Reclaiming awareness, spontaneity and intimacy means giving these up — and that can feel like a loss before it feels like freedom. The aggrieved hurt that always proved you were hard done by; the cool detachment that kept everyone at a safe distance; the busy resentment that filled the silence. Autonomy asks you to feel the real feeling the situation actually produces, in real time, and to let the old reliable one go. That exchange is the heart of the work.
A direction, not a destination
It would be a misreading to treat autonomy as a finish line — a state you reach and then permanently occupy, "fully autonomous" the way one might be fully vaccinated. Nobody lives every moment in awareness, spontaneity and intimacy. The script reasserts itself under stress, fatigue, and old triggers; the commentary starts up again; the familiar moves return. Autonomy is better understood as a direction you keep choosing and a practice you keep returning to — measured not in whether you ever leave script behind for good, but in how quickly you notice you've slipped back, and how freely you can step out again.
Small experiments to practise each capacity
Because autonomy is a practice, it responds to practice. None of these requires therapy or even much time — they're ways of exercising a capacity until it gets stronger:
- For awareness — once a day, stop and name five things you can sense right now, plainly, without judging them. Just the cold of the tap, the hum of the fridge, the weight of your feet. You're training the muscle that perceives before it interprets.
- For spontaneity — next time you feel an automatic reaction rising (the reflex apology, the reflex defensiveness), pause and ask: "Which ego state is this, and is it the one I'd choose?" Even if you go on to react the same way, the pause itself is the freedom returning.

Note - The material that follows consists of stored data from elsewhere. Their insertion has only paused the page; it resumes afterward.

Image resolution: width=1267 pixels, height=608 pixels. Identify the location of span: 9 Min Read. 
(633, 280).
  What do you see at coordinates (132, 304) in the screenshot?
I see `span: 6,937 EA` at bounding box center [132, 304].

- For intimacy — say one true, un-hedged thing to someone you trust this week. Not a complaint dressed as a joke, not a hint — the actual feeling, directly. "I missed you." "That hurt." "I'm proud of you." Notice the urge to soften it into a game, and don't.
Why autonomy matters for self-awareness
Every other concept in Transactional Analysis — ego states, transactions, strokes, games, the drama triangle, the script itself — is ultimately in service of this one. You learn to spot which ego state is talking so that you can choose. You learn to recognise your games so that you can stop playing them and risk real contact. You map your script so that you can decide which parts of it still belong to you. Autonomy is the destination all the maps point toward.

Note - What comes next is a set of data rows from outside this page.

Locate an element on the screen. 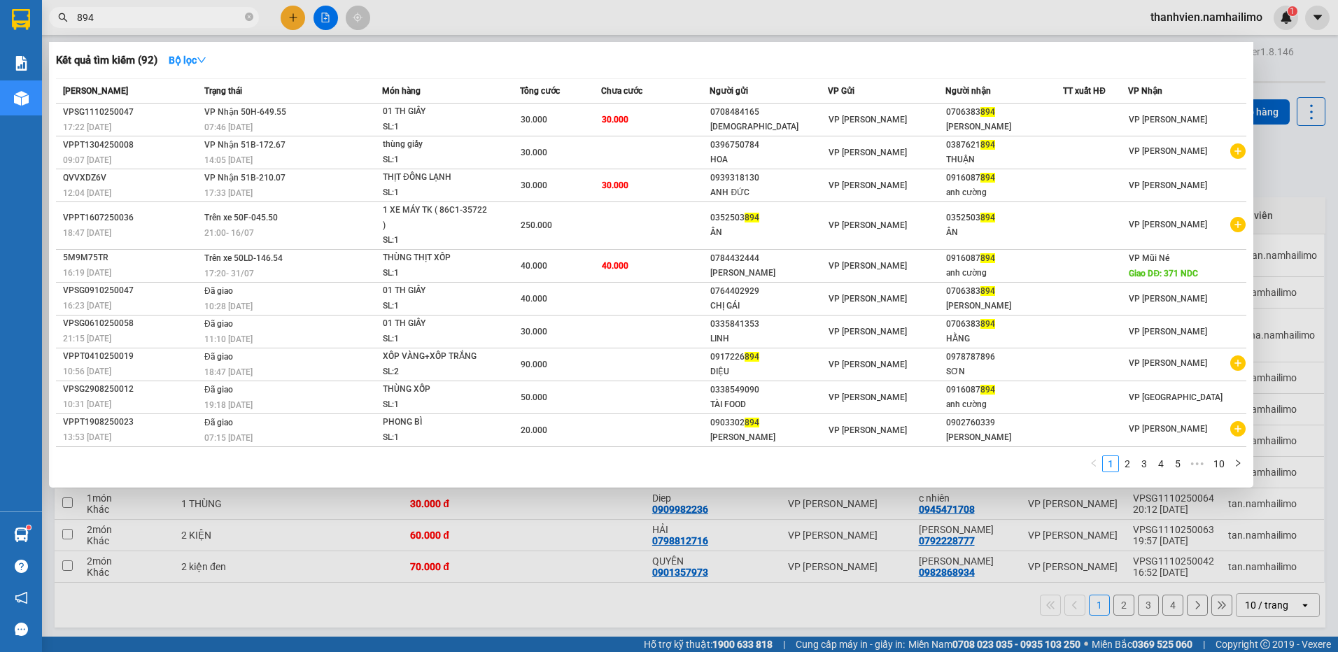  div: TÀI FOOD is located at coordinates (768, 404).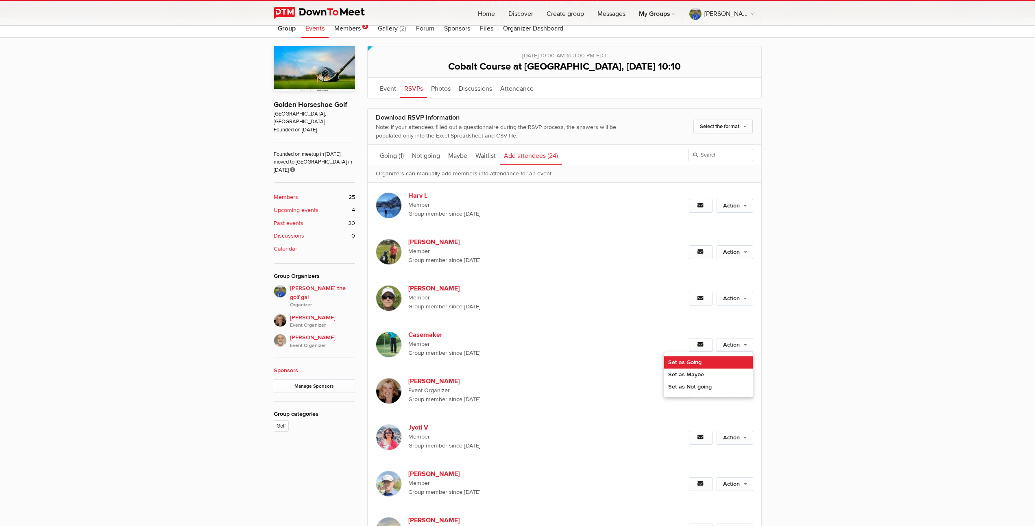 The image size is (1035, 526). Describe the element at coordinates (315, 28) in the screenshot. I see `a: Events` at that location.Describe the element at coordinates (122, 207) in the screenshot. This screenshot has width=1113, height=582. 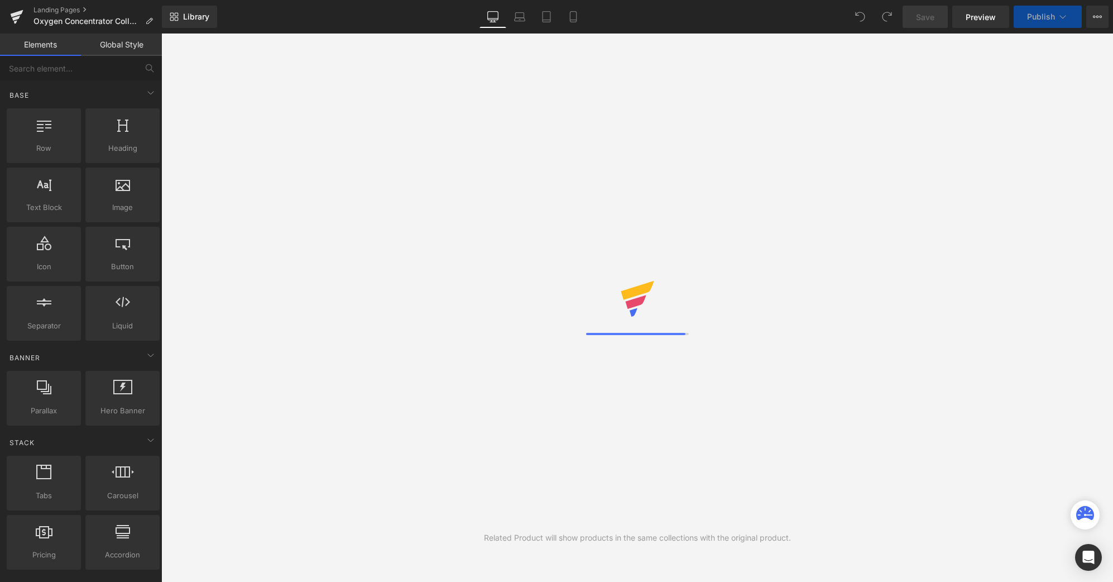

And it reframes what self-awareness is for. The goal was never to accumulate insight about yourself, to know your type and your patterns the way you know your shoe size. The goal is to be free — to see this moment as it is, to choose how you meet it, and to let another person genuinely reach you. Berne thought most people could recover far more of this than they imagine. The first step is simply believing it was yours to begin with.
Further reading
- Berne, E. (1964). Games People Play: The Psychology of Human Relationships. Grove Press. (See the closing chapter, "Autonomy.")
- Berne, E. (1972). What Do You Say After You Say Hello? The Psychology of Human Destiny. Grove Press.
- Stewart, I. & Joines, V. (1987). TA Today: A New Introduction to Transactional Analysis. Lifespace Publishing.